Every so often, a singer gets so dispirited, laid so low, that he's simply got to talk back to the blues.

I love those songs. Think Billie Holiday's “Good Morning Heartache," and this one—recorded by Jimmy Rushing with a sizzling early edition of the Count Basie Orchestra. Included on the Decca date are Lester Young on trumpet, Buck Clayton on trumpet, Freddie Green on guitar, Walter Page (with whom Rushing had an early association in the Blue Devils, out of Little Rock, Ark.) at the bass, Jo Jones on drums, and arranger Eddie Durham on trombone.

Rushing's conversational style fits the tune perfectly, as he introduces himself—"I feel alright, but I've come to worry you"—then makes the eternal plea of the lonely: Bring back my girl.

Before long, though, Rushing begins to question his own request—knowing he's got to settle his emotions a bit after so long away: “Don't show me my pretty baby; I'll break all of the laws!"

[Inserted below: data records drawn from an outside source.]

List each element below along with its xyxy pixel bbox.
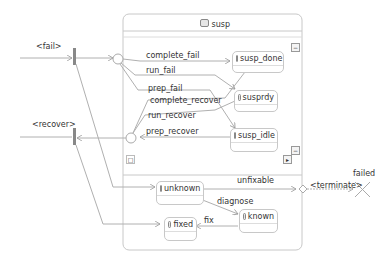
transition-complete-recover[interactable]: complete_recover	[150, 97, 222, 105]
transition-prep-recover[interactable]: prep_recover	[146, 128, 198, 136]
state-unknown[interactable]: unknown	[156, 181, 204, 205]
trigger-recover-label: <recover>	[32, 121, 76, 129]
trigger-terminate-label: <terminate>	[310, 182, 363, 190]
state-icon	[234, 132, 236, 139]
transition-complete-fail[interactable]: complete_fail	[146, 52, 200, 60]
state-susp-done[interactable]: susp_done	[232, 51, 284, 73]
transition-fix[interactable]: fix	[204, 217, 214, 225]
choice-fail	[113, 54, 123, 64]
state-icon	[236, 55, 238, 62]
state-susprdy[interactable]: susprdy	[234, 90, 278, 112]
transition-unfixable[interactable]: unfixable	[237, 177, 274, 185]
transition-diagnose[interactable]: diagnose	[217, 198, 253, 206]
state-icon	[200, 19, 209, 27]
trigger-fail-label: <fail>	[36, 43, 62, 51]
fork-bar-fail	[73, 48, 76, 65]
choice-recover	[126, 133, 136, 143]
state-susp-idle[interactable]: susp_idle	[230, 128, 278, 152]
collapse-icon[interactable]: −	[291, 43, 300, 52]
state-icon	[160, 185, 162, 192]
state-icon	[243, 213, 246, 220]
final-state-label: failed	[353, 170, 375, 178]
fork-bar-recover	[73, 128, 76, 145]
state-icon	[238, 94, 241, 101]
composite-title: susp	[200, 19, 230, 29]
collapse-icon[interactable]: −	[291, 146, 300, 155]
state-icon	[168, 221, 171, 228]
junction-unfixable	[299, 185, 307, 193]
region-marker-icon: □	[126, 155, 135, 164]
transition-run-fail[interactable]: run_fail	[146, 67, 176, 75]
transition-prep-fail[interactable]: prep_fail	[148, 85, 182, 93]
state-fixed[interactable]: fixed	[164, 217, 197, 241]
expand-arrow-icon[interactable]: ▸	[283, 155, 292, 164]
transition-run-recover[interactable]: run_recover	[148, 112, 196, 120]
state-known[interactable]: known	[239, 209, 278, 233]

Finally, while the riffy blues interplay behind Rushing continues unabated, Rushing figures he'll ask for his lost love to return as a Yuletide surprise: “Santa Claus, Santa Claus, listen to my plea—don't send me nothing for Christmas, but my baby back to me."

A native of Oklahoma City, Okla., Rushing was a talented multi-instrumentalist; he played both piano (as in the embedded video below of “Good Morning Blues" from 1962, with slightly different lyrics) and also the violin, before finally turning to vocals.

Rushing made an early impression beginning in 1929 during a stint with Bennie Moten's group, with whom he stayed until Moten's passing. Rushing joined Basie's band in '35, and moved from the midwest to the Big Apple a year later.

Before long, “Good Morning Blues," resigned and then tough and always swinging, became a kind of theme song for the Basie band—and so closely associated with the Count, in fact, that the bandleader used it as the title of his autobiography.



Like many of the great songs of the era from this group, there is a romping rhythm—and not just from the usual suspects like Jones and Page. Young started his career as a drummer, and finds ever more inventive ways to play with cadence and meter, while Basie himself brings a tempo to his playing that sounds as if he's playing the whole band like a snare.

But “Good Morning Blues," even now, still belongs to the rumbling, stocky Rushing—called “Mr. Five by Five," after the song, because he was “five-feet tall and five-feet wide."

Rushing stands in the center, shouting and proclaiming, crying and exclaiming, and he's so mesmerizing that sometimes you can't help but forget about the magic happening all around.

Rushing launched a successful solo career in 1948. He died of leukemia in 1972.